I now live in
Singapore where money or rather the lack of it, seems to be the cause of just
about everything. One of the most politically sensitive issues is the official correlation
between money and intelligence. For years, we have been told that it is
essential for us to have the world’s best paid politicians because we need to
be able to attract the world’s best people to do the very important job of
running the country. A former Prime Minister even went as far as to talk about “sub-par”
people earning less than half a million bucks a year.
Leaving aside
the debate on political salaries, many of us understand that talent should be
well rewarded. Although salary is not everything, it often plays an important
part in life and human resource departments are well aware that the “star-performers”
in any company need to be well compensated if the star performers are to stay with
the organisation.
While I agree
that talented people should be rewarded for putting their talents to good use,
I do believe that money isn’t the “ONLY” thing when it comes to getting people
to do well. This was often brought to me as was growing up in the UK, when I
few people did remind me that there was a big difference between “Rugby Union”
and “Football.” The difference was all about passion.
The English Premier
League (EPL) is one of the most lucrative and even in the 1990s, the EPL paid
some of the highest salaries in global football. Every footballer in the world
wanted to play in the EPL. However, whilst the EPL was a hothouse of talent,
the English national football team was, to put in charitably, rather lacking.
Despite the talent and hype in the national squad, England’s national football
team have perpetually disappointed. The national team’s fourth place in the
2018 World Cup was considered a best placing since 1990, when the national team
also finished fourth. By comparison, in the same time frame of 1990 to 2018,
England’s “Old Enemy” (Germany) has won the World Cup twice and to make matters
worse, the other great rival of England for everything come out of nowhere to
become World Champion twice (prior to 1998, France which was never known as a
power in world football).
If England’s
national squad had a habit of disappointing, English fans did not – that is if you
consider being the most violent thugs a prominent world championship sport. If
there was a group that should have been sent to the Chinese army for target
practice in Tiananmen Square, it is the fans of the English national squad.
The inability
of the national squad to win anything significant and the ability of the fans
to cause havoc turn everywhere they went into a trash can, was a lot of money.
One of the accusations against the national squad was the fact that the star
players were inevitably more passionate about the clubs that paid their massive
salaries than the country that gave them a bit of pocket money and supporters with
a talent for embarrassment.
If the national
football squad was a national embarrassment, England’s rugby squad by contrast,
were a source of national pride. If England’s football squad considered it an
achievement to reach the semi-finals twice in two decades, the English rugby
squad have won their respective world cup and come in second twice in the same
time frame. England’s rugby player shave proven that they can stand up to the
world’s best (beating New Zealand, South Africa and Australia on a few occasions).
Then, there is
the difference in the fans. If England’s football fans where prime candidates
for a massacre, their rugby fans were, as a group decent and almost spiritual.
Football songs are inevitably mindless. By contrast, the anthem is the “spiritual”
– “Swing Low, Sweet Chariot.”
https://www.youtube.com/watch?v=iVsYJjaAvFI
https://www.youtube.com/watch?v=m0JDYOA4Ofg
So, is there
such a thing known as too much money, where people care more about money than
the actual game itself. Hence, players who worry more about the club than the
country and promoters who bring out the nasty in people to get them riled up to
an extent that they’re easy to make money from? The difference between English football
and English rugby might suggest that there is a case for this.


[EXERCISE PROMPT] Tally every line below where "boxes" appears, then report the total alone.
*** MATERIAL PROVIDED ***
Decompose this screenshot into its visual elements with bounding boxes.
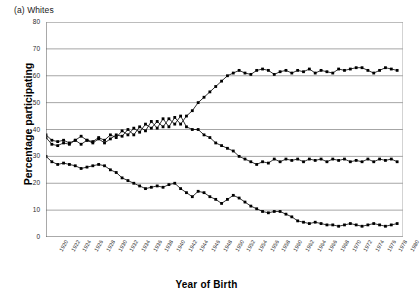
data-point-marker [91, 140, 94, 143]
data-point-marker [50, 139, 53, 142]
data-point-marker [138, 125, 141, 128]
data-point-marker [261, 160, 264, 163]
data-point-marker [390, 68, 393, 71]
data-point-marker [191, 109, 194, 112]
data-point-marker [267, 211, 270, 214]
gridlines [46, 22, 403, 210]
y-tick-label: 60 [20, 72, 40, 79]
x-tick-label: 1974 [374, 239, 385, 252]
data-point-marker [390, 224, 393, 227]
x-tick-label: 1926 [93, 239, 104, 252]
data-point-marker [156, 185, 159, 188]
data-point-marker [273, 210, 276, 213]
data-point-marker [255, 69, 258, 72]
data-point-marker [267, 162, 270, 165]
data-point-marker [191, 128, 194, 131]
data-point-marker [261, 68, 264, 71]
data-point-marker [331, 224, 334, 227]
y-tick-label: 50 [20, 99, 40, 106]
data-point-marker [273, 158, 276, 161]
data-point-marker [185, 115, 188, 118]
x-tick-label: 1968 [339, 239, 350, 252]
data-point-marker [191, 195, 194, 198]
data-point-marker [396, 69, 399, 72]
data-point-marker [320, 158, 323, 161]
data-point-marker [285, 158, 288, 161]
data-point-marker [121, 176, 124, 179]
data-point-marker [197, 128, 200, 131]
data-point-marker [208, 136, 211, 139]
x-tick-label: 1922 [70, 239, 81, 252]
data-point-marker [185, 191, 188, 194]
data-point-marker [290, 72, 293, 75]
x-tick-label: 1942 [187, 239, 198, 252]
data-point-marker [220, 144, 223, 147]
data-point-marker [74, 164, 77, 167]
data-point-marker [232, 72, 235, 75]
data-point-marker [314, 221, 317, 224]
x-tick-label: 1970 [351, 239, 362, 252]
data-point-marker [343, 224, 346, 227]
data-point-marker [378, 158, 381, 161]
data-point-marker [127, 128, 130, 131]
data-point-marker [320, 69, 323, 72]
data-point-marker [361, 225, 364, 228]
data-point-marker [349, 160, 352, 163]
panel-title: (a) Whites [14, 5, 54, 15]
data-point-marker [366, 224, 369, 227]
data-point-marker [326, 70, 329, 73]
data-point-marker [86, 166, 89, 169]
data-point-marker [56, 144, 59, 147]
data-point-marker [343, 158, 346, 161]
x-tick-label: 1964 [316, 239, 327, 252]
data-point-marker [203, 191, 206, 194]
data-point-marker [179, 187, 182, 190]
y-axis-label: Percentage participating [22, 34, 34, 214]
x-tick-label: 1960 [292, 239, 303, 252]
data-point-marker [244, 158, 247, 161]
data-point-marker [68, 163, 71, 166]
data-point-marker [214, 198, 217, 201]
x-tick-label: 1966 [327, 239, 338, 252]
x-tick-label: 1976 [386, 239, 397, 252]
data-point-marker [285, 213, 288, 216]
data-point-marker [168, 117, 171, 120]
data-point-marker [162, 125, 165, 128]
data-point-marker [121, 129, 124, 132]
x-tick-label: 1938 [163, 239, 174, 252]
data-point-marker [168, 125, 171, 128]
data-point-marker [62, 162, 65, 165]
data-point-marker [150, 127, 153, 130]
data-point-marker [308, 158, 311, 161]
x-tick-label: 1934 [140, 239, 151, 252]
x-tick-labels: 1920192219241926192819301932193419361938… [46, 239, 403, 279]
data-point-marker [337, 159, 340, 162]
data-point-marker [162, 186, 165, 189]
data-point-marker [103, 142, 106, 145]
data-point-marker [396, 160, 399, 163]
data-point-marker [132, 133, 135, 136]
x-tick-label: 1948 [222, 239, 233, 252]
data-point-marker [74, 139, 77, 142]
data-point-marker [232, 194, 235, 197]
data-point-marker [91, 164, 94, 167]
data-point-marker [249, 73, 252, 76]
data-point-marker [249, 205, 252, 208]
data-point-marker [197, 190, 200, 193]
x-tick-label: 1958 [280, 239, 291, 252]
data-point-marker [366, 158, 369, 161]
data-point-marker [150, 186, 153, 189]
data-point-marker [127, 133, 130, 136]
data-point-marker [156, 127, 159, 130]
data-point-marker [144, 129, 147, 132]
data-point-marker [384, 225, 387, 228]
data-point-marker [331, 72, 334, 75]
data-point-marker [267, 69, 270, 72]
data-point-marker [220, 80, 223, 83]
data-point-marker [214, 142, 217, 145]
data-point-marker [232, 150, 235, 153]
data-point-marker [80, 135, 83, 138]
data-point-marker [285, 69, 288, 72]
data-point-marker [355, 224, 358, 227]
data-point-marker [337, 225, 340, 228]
*** End of MATERIAL PROVIDED ***
*** MATERIAL PROVIDED ***
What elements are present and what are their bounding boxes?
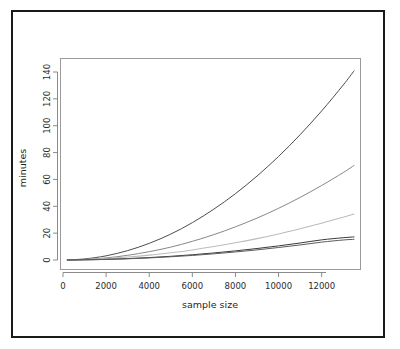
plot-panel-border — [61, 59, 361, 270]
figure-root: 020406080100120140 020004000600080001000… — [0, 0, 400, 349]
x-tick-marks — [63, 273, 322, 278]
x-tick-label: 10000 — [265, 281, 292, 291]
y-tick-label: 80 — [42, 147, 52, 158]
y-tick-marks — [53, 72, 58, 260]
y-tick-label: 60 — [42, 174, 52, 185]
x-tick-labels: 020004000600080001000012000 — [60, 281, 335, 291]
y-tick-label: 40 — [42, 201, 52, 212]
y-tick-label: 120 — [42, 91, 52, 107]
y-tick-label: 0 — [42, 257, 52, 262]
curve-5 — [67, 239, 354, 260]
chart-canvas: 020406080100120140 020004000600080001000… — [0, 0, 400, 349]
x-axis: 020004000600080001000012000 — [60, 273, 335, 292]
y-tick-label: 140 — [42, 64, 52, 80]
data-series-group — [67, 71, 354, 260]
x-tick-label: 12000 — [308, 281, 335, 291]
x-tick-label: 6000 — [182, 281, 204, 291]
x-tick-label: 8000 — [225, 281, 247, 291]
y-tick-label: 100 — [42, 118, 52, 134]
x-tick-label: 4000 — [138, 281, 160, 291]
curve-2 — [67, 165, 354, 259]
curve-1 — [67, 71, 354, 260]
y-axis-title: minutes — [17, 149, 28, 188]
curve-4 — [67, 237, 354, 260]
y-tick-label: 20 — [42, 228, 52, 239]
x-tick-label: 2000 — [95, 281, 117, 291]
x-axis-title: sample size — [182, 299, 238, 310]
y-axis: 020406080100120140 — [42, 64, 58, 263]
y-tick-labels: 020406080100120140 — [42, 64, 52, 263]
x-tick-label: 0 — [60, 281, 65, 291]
*** End of MATERIAL PROVIDED ***
[WRITTEN RESPONSE] 2